SetList::TYPE_DECLARATION, // add typed properties and return types
])
// Individual rules
->withRules([
AddVoidReturnTypeWhereNoReturnRector::class,
TypedPropertyFromAssignsRector::class,
])
// Skip specific files, directories, or rule+path combinations
->withSkip([
// Skip third-party vendor code
__DIR__ . '/wp-content/plugins/my-plugin/vendor',
// Skip a specific rule in generated/legacy files
NullToStrictStringFuncCallArgRector::class => [
__DIR__ . '/wp-content/plugins/my-plugin/src/Legacy',
],
])
// Rector will process files but NOT write changes — use for dry-run review
// ->withDryRun()
// Show diff of each change in the output
->withImportNames(removeUnusedImports: true);
# Install Rector as a dev dependency
composer require rector/rector --dev
# Dry-run: preview all changes without writing files
vendor/bin/rector process --dry-run
# Apply all changes
vendor/bin/rector process
# Process only a single file during development
vendor/bin/rector process wp-content/plugins/my-plugin/src/MyClass.php
# Show which rules triggered changes (verbose)
vendor/bin/rector process --debug
# CI pipeline: fail if Rector would make changes (code must be already modernised)
vendor/bin/rector process --dry-run --no-progress-bar
# exit code 1 if changes needed, 0 if clean
# After applying Rector changes, re-run PHPStan to check remaining errors
vendor/bin/phpstan analyse wp-content/plugins/my-plugin/src --level=6
// ── Example: before and after Rector transforms ───────────────────────────────
// BEFORE (PHP 5.6 style)
class My_Widget extends WP_Widget {
private $cache_key;
private $timeout;
public function __construct() {
$this->cache_key = 'my_widget';
$this->timeout = 3600;
parent::__construct( 'my_widget', 'My Widget', array() );
}
public function widget( $args, $instance ) {
$title = apply_filters( 'widget_title', $instance['title'] );
if ( strpos( $title, 'Hello' ) !== false ) {
echo $args['before_widget'];
}
if ( is_null( $instance['count'] ) ) {
return;
}
}
}
// AFTER (Rector applied php81, code_quality, type_declaration sets)
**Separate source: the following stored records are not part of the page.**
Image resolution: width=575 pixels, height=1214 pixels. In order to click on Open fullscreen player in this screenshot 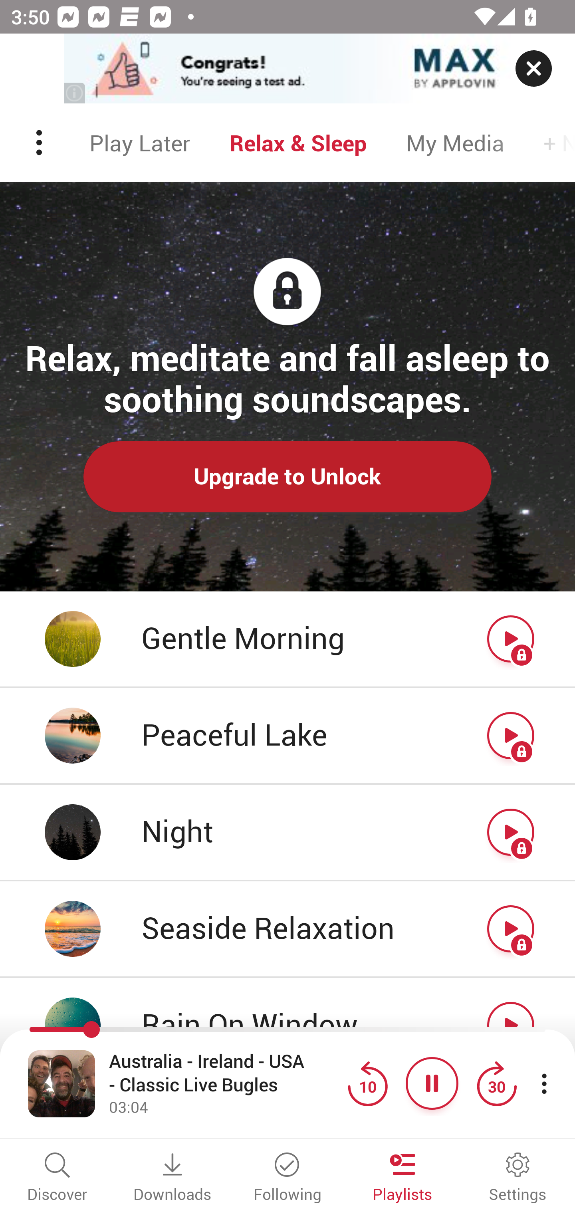, I will do `click(61, 1083)`. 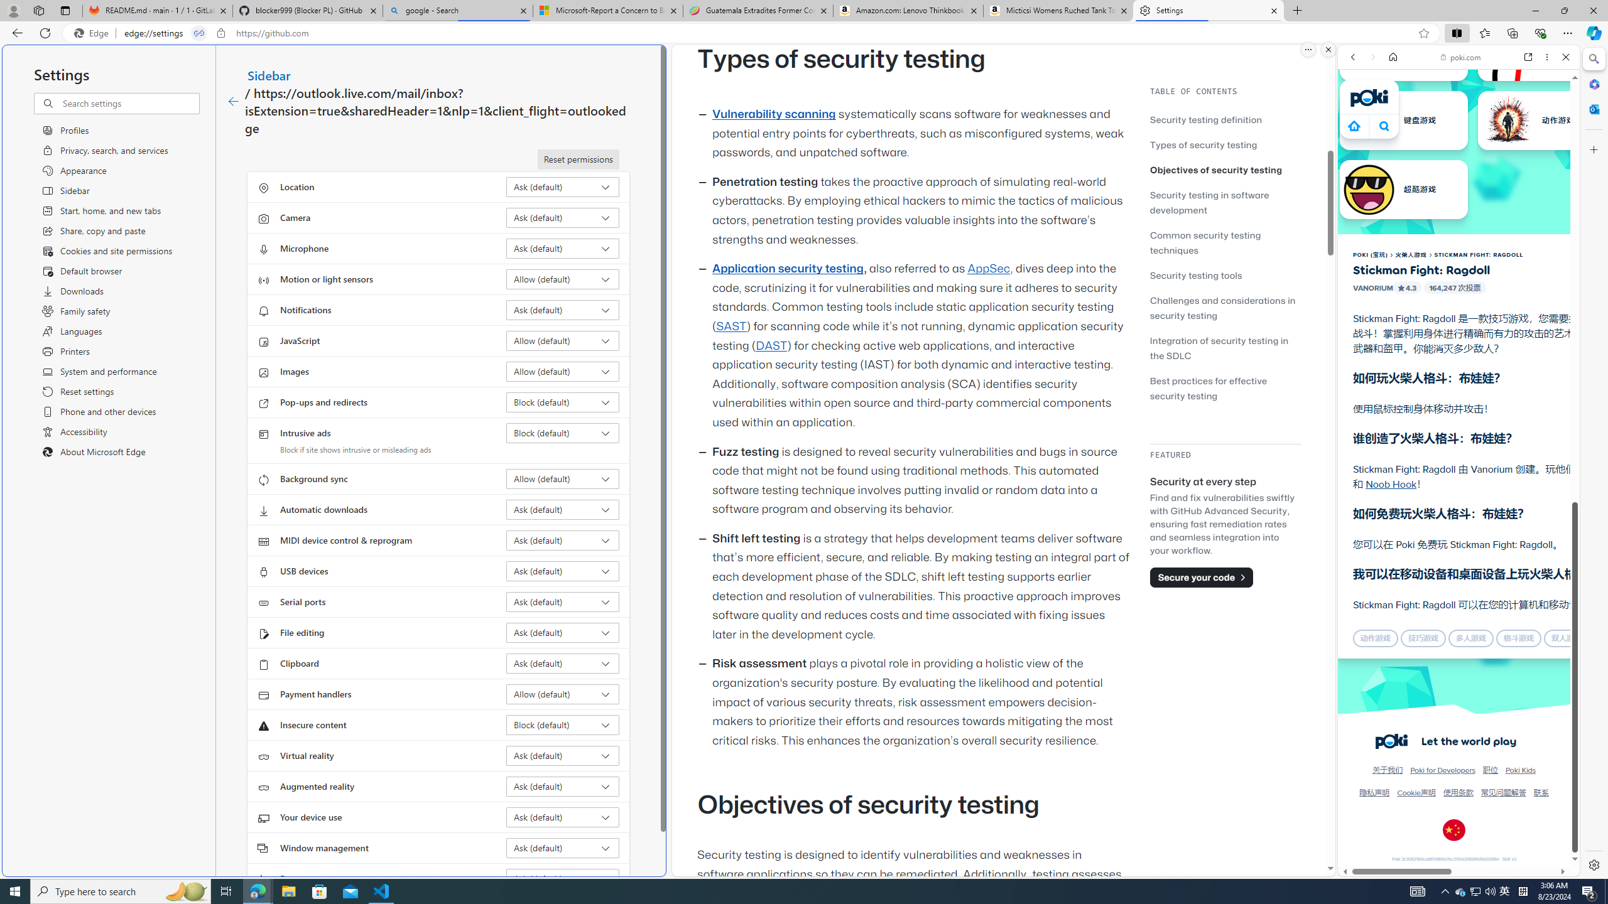 What do you see at coordinates (1583, 664) in the screenshot?
I see `poki.com` at bounding box center [1583, 664].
class My_Widget extends WP_Widget {
private string $cache_key; // typed property inferred from assignment
private int $timeout;
public function __construct() {
$this->cache_key = 'my_widget';
$this->timeout = 3600;
parent::__construct( 'my_widget', 'My Widget', [] ); // array() -> []
}
public function widget( $args, $instance ): void { // void return type added
$title = apply_filters( 'widget_title', $instance['title'] );
if ( str_contains( $title, 'Hello' ) ) { // strpos !== false -> str_contains
echo $args['before_widget'];
}
if ( $instance['count'] === null ) { // is_null() -> === null
return;
}
}
}
NOTE: Rector rewrites files in-place — always commit your code to Git before running Rector so you can review the diff with git diff and revert individual changes with git checkout if a transformation is incorrect. Some transformations require human review: Rector may infer a property type as string from an assignment in the constructor, but if another method later assigns null to it, the inferred type should be string|null — PHPStan at level 6 will catch this after Rector runs. The recommended workflow is: run Rector → run PHPStan → fix remaining PHPStan errors manually → commit. Rector is also available as a GitHub Action (rectorphp/rector-action) that can open a pull request with all automated upgrades applied, enabling code-review of modernisation changes through the normal PR process.